Important: pytrends has rate limits. Add sleep(2) between calls if making multiple requests. If you get a 429 error, wait 60 seconds and retry.
Find what else people search for around a topic — both "top" (most popular) and "rising" (fastest growing).
Detect when: User asks for "related keywords", "related queries", "what else do people search for".
python3 << 'PYEOF'
from pytrends.request import TrendReq
import json
pytrends = TrendReq(hl='en-US', tz=360)
pytrends.build_payload(["KEYWORD"], cat=0, timeframe='today 12-m', geo='US')
related = pytrends.related_queries()
kw = "KEYWORD"
print("=== TOP RELATED QUERIES ===")
top = related[kw].get("top")
if top is not None and not top.empty:
for _, row in top.head(15).iterrows():
print(f" {row['query']}: {row['value']}")
else:
print(" (none)")
print()
print("=== RISING QUERIES ===")
rising = related[kw].get("rising")
if rising is not None and not rising.empty:
for _, row in rising.head(15).iterrows():
print(f" {row['query']}: {row['value']}%")
else:
print(" (none)")
PYEOF
Rising queries with "Breakout" status (shown as very high percentages) indicate new/exploding search terms — flag these as high-opportunity keywords.

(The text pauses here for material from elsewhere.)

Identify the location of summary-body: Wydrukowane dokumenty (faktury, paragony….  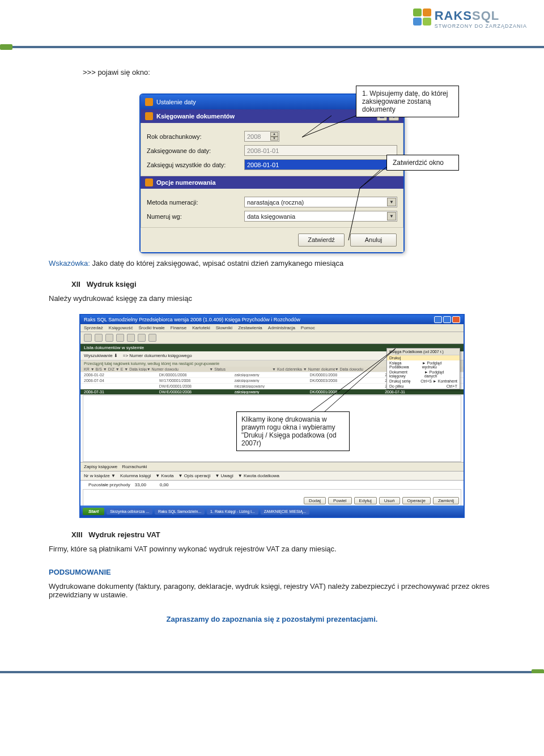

Find broader topics related to a keyword.
Detect when: User asks for "related topics", "topic ideas", "content clusters".
python3 << 'PYEOF'
from pytrends.request import TrendReq
pytrends = TrendReq(hl='en-US', tz=360)
pytrends.build_payload(["KEYWORD"], cat=0, timeframe='today 12-m', geo='US')
topics = pytrends.related_topics()
kw = "KEYWORD"
print("=== TOP RELATED TOPICS ===")
top = topics[kw].get("top")
if top is not None and not top.empty:
for _, row in top.head(15).iterrows():
print(f" {row['topic_title']} ({row['topic_type']}): {row['value']}")
print()
print("=== RISING TOPICS ===")
rising = topics[kw].get("rising")
if rising is not None and not rising.empty:
for _, row in rising.head(15).iterrows():
print(f" {row['topic_title']} ({row['topic_type']}): {row['value']}%")
PYEOF
Compare relative popularity of multiple keywords side-by-side.

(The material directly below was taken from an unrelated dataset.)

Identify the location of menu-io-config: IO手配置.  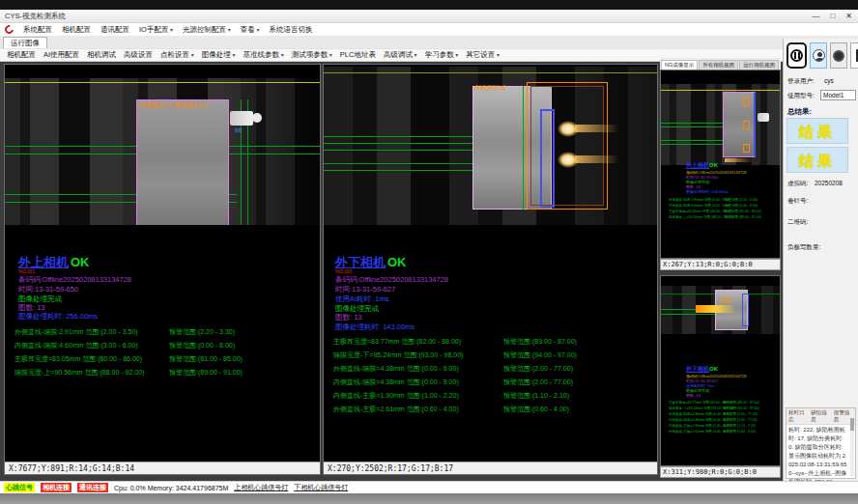
(157, 30).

Detect when: User asks "X vs Y", "compare keywords", "which keyword is more popular".
Run Trend Analysis (command 3) with all keywords in a single payload (max 5). Then present:
Comprehensive keyword research combining all sources.
Detect when: User asks for "full research", "deep research", "comprehensive analysis", or provides a broad topic.
Run these in sequence:
Present a consolidated report with sections. Save output to a file if the user requests it.

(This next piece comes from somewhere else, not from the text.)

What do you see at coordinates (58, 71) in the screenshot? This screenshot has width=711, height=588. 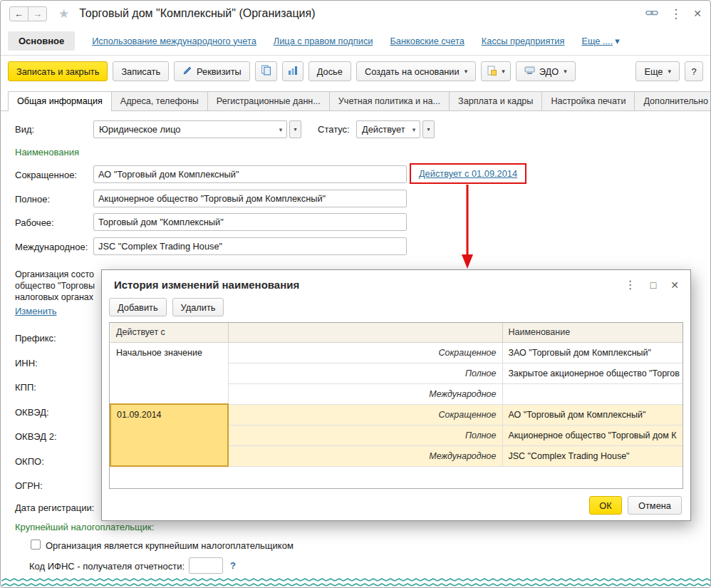 I see `save-and-close-button: Записать и закрыть` at bounding box center [58, 71].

Always present results in clean, scannable format.
For keyword suggestions:
Seed: "project management"
Suggestions:
1. project management software
2. project management tools
3. project management certification
4. project management methodology
...
For trend comparisons:
| Keyword | Avg Interest | Current | Trend |
|----------------------|--------------|---------|---------|
| project management | 72 | 78 | rising |
| task management | 34 | 31 | falling |
For alphabet expansion, group by letter and deduplicate:
=== a ===
project management app
project management agile
project management asana
=== b ===
project management board
project management best practices
...
gl=us, hl=en, geo=US) unless the user specifies a different locale.python3 -c "import urllib.parse; print(urllib.parse.quote('...'))".sort -u or deduplicate before presenting.pytrends is not installed, still run autocomplete-based commands and note that trend data requires pip3 install pytrends.